Tuesday 13 July 2010

Thoughts on seeing a new moon


Some years ago we took a vacation in mid-June in the Scottish Highlands. To be accurate we rented a cottage not far from Fort William close by Loch Ness, the deepest lake in the British Isles and near Ben Nevis, the highest peak in Scotland. A miracle occurred in that it forgot to rain for the whole week, so the evenings were beautiful and very, very long. As I recall, darkness was never complete, but what passed for it lasted from just after eleven until about half past two.

Digging even further back into the mists of time, I remember as a child, living in South Yorkshire, going to bed and falling asleep before it got properly dark.

Now that doesn’t happen here. On the longest day, dusk passes into night not long after eight in the evening. I have never really got used to the idea of night falling so early in summer, but tonight one of the advantages showed as I drove back home across Beirut. It’s the first day of the lunar month and that means a new moon; the tiniest sliver of golden (not silver, whatever the songs might say) crescent showed just above the horizon at dusk. It is one of the narrowest new moon crescents I recall seeing and it became more distinct by the second as the daylight rapidly faded, possibly because it was only occasionally visible through the infrequent gaps between buildings. By the time I got home, night had properly fallen and the new moon had chased the sun down below the horizon, leaving Venus as the brightest object in the evening sky.

The magic of the heavens still has the power to engender awe and wonder. So do we plan our next vacation where we can see more of the night sky? No, because it is quite literally everywhere, all we have to do is to look up and we too can have our senses and imaginations fired just like the ancient Greeks and Romans, the thinkers like Einstein and Newton and the inspirational dreamers like JFK setting the target of putting a man on the moon.

Short and partial as that night-time in Scotland was, I remember us all going outside one night to watch a shower, not of rain, but of shooting stars.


Problem description
Your task is to return all of the entries below exactly, leaving out each picture.

Data extracts
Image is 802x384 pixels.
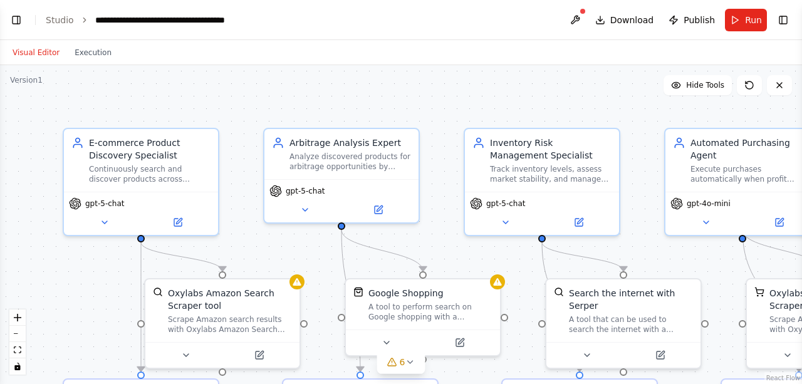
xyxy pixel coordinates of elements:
[135,242,147,371] g: Edge from 5496949e-0e9b-4175-8434-820dcfbb3db8 to 3afdbe36-dd7a-40c6-b161-2e2a07e909c1
[345,278,501,356] div: SerpApiGoogleShoppingToolGoogle ShoppingA tool to perform search on Google shopping with a search...
[289,152,411,172] div: Analyze discovered products for arbitrage opportunities by comparing prices across platforms, cal...
[224,348,294,363] button: Open in side panel
[424,335,495,350] button: Open in side panel
[353,287,363,297] img: SerpApiGoogleShoppingTool
[8,11,25,29] button: Show left sidebar
[545,278,702,369] div: SerperDevToolSearch the internet with SerperA tool that can be used to search the internet with a...
[569,314,693,335] div: A tool that can be used to search the internet with a search_query. Supports different search typ...
[368,302,492,322] div: A tool to perform search on Google shopping with a search_query.
[490,137,611,162] div: Inventory Risk Management Specialist
[686,80,724,90] span: Hide Tools
[286,186,325,196] span: gpt-5-chat
[569,287,693,312] div: Search the internet with Serper
[486,199,526,209] span: gpt-5-chat
[554,287,564,297] img: SerperDevTool
[377,351,425,374] button: 6
[687,199,730,209] span: gpt-4o-mini
[9,309,26,375] div: React Flow controls
[536,242,586,371] g: Edge from 2d54f24e-013a-49be-9c7c-83f774981ff6 to 05712bcd-a87b-434d-8035-ef4f2e4512ed
[766,375,800,382] a: React Flow attribution
[9,326,26,342] button: zoom out
[745,14,762,26] span: Run
[85,199,125,209] span: gpt-5-chat
[168,287,292,312] div: Oxylabs Amazon Search Scraper tool
[625,348,695,363] button: Open in side panel
[46,14,225,26] nav: breadcrumb
[536,242,630,271] g: Edge from 2d54f24e-013a-49be-9c7c-83f774981ff6 to 47c3f751-758f-408a-bfb1-4098d1a0a9fe
[335,230,429,271] g: Edge from d2bb9cf1-239a-4211-9321-0967c7462868 to ddda63cd-7020-4bd8-be8d-d9167557e185
[610,14,654,26] span: Download
[289,137,411,149] div: Arbitrage Analysis Expert
[142,215,213,230] button: Open in side panel
[335,230,366,371] g: Edge from d2bb9cf1-239a-4211-9321-0967c7462868 to 1855779a-1dbe-4a95-812d-92043c3f880b
[46,15,74,25] a: Studio
[368,287,444,299] div: Google Shopping
[754,287,764,297] img: OxylabsAmazonProductScraperTool
[9,309,26,326] button: zoom in
[663,75,732,95] button: Hide Tools
[590,9,659,31] button: Download
[89,137,210,162] div: E-commerce Product Discovery Specialist
[9,342,26,358] button: fit view
[543,215,614,230] button: Open in side panel
[10,75,43,85] div: Version 1
[63,128,219,236] div: E-commerce Product Discovery SpecialistContinuously search and discover products across multiple ...
[153,287,163,297] img: OxylabsAmazonSearchScraperTool
[9,358,26,375] button: toggle interactivity
[144,278,301,369] div: OxylabsAmazonSearchScraperToolOxylabs Amazon Search Scraper toolScrape Amazon search results with...
[663,9,720,31] button: Publish
[400,356,405,368] span: 6
[464,128,620,236] div: Inventory Risk Management SpecialistTrack inventory levels, assess market stability, and manage r...
[263,128,420,224] div: Arbitrage Analysis ExpertAnalyze discovered products for arbitrage opportunities by comparing pri...
[168,314,292,335] div: Scrape Amazon search results with Oxylabs Amazon Search Scraper
[725,9,767,31] button: Run
[135,242,229,271] g: Edge from 5496949e-0e9b-4175-8434-820dcfbb3db8 to 15591765-c574-4fd0-aadb-d2ae04aa9c83
[67,45,119,60] button: Execution
[490,164,611,184] div: Track inventory levels, assess market stability, and manage risk by avoiding volatile or oversupp...
[683,14,715,26] span: Publish
[343,202,413,217] button: Open in side panel
[5,45,67,60] button: Visual Editor
[89,164,210,184] div: Continuously search and discover products across multiple e-commerce platforms including Amazon, ...
[774,11,792,29] button: Show right sidebar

Task solution
Image is 802x384 pixels.
xyxy pixel coordinates of elements:
[135,242,147,371] g: Edge from 5496949e-0e9b-4175-8434-820dcfbb3db8 to 3afdbe36-dd7a-40c6-b161-2e2a07e909c1
[345,278,501,356] div: SerpApiGoogleShoppingToolGoogle ShoppingA tool to perform search on Google shopping with a search...
[289,152,411,172] div: Analyze discovered products for arbitrage opportunities by comparing prices across platforms, cal...
[224,348,294,363] button: Open in side panel
[424,335,495,350] button: Open in side panel
[353,287,363,297] img: SerpApiGoogleShoppingTool
[8,11,25,29] button: Show left sidebar
[545,278,702,369] div: SerperDevToolSearch the internet with SerperA tool that can be used to search the internet with a...
[569,314,693,335] div: A tool that can be used to search the internet with a search_query. Supports different search typ...
[368,302,492,322] div: A tool to perform search on Google shopping with a search_query.
[490,137,611,162] div: Inventory Risk Management Specialist
[686,80,724,90] span: Hide Tools
[286,186,325,196] span: gpt-5-chat
[569,287,693,312] div: Search the internet with Serper
[486,199,526,209] span: gpt-5-chat
[554,287,564,297] img: SerperDevTool
[377,351,425,374] button: 6
[687,199,730,209] span: gpt-4o-mini
[9,309,26,375] div: React Flow controls
[536,242,586,371] g: Edge from 2d54f24e-013a-49be-9c7c-83f774981ff6 to 05712bcd-a87b-434d-8035-ef4f2e4512ed
[766,375,800,382] a: React Flow attribution
[9,326,26,342] button: zoom out
[745,14,762,26] span: Run
[85,199,125,209] span: gpt-5-chat
[168,287,292,312] div: Oxylabs Amazon Search Scraper tool
[625,348,695,363] button: Open in side panel
[46,14,225,26] nav: breadcrumb
[536,242,630,271] g: Edge from 2d54f24e-013a-49be-9c7c-83f774981ff6 to 47c3f751-758f-408a-bfb1-4098d1a0a9fe
[335,230,429,271] g: Edge from d2bb9cf1-239a-4211-9321-0967c7462868 to ddda63cd-7020-4bd8-be8d-d9167557e185
[610,14,654,26] span: Download
[289,137,411,149] div: Arbitrage Analysis Expert
[142,215,213,230] button: Open in side panel
[335,230,366,371] g: Edge from d2bb9cf1-239a-4211-9321-0967c7462868 to 1855779a-1dbe-4a95-812d-92043c3f880b
[46,15,74,25] a: Studio
[368,287,444,299] div: Google Shopping
[754,287,764,297] img: OxylabsAmazonProductScraperTool
[9,309,26,326] button: zoom in
[663,75,732,95] button: Hide Tools
[590,9,659,31] button: Download
[89,137,210,162] div: E-commerce Product Discovery Specialist
[9,342,26,358] button: fit view
[543,215,614,230] button: Open in side panel
[10,75,43,85] div: Version 1
[63,128,219,236] div: E-commerce Product Discovery SpecialistContinuously search and discover products across multiple ...
[153,287,163,297] img: OxylabsAmazonSearchScraperTool
[9,358,26,375] button: toggle interactivity
[144,278,301,369] div: OxylabsAmazonSearchScraperToolOxylabs Amazon Search Scraper toolScrape Amazon search results with...
[663,9,720,31] button: Publish
[400,356,405,368] span: 6
[464,128,620,236] div: Inventory Risk Management SpecialistTrack inventory levels, assess market stability, and manage r...
[263,128,420,224] div: Arbitrage Analysis ExpertAnalyze discovered products for arbitrage opportunities by comparing pri...
[168,314,292,335] div: Scrape Amazon search results with Oxylabs Amazon Search Scraper
[725,9,767,31] button: Run
[135,242,229,271] g: Edge from 5496949e-0e9b-4175-8434-820dcfbb3db8 to 15591765-c574-4fd0-aadb-d2ae04aa9c83
[67,45,119,60] button: Execution
[490,164,611,184] div: Track inventory levels, assess market stability, and manage risk by avoiding volatile or oversupp...
[683,14,715,26] span: Publish
[343,202,413,217] button: Open in side panel
[5,45,67,60] button: Visual Editor
[89,164,210,184] div: Continuously search and discover products across multiple e-commerce platforms including Amazon, ...
[774,11,792,29] button: Show right sidebar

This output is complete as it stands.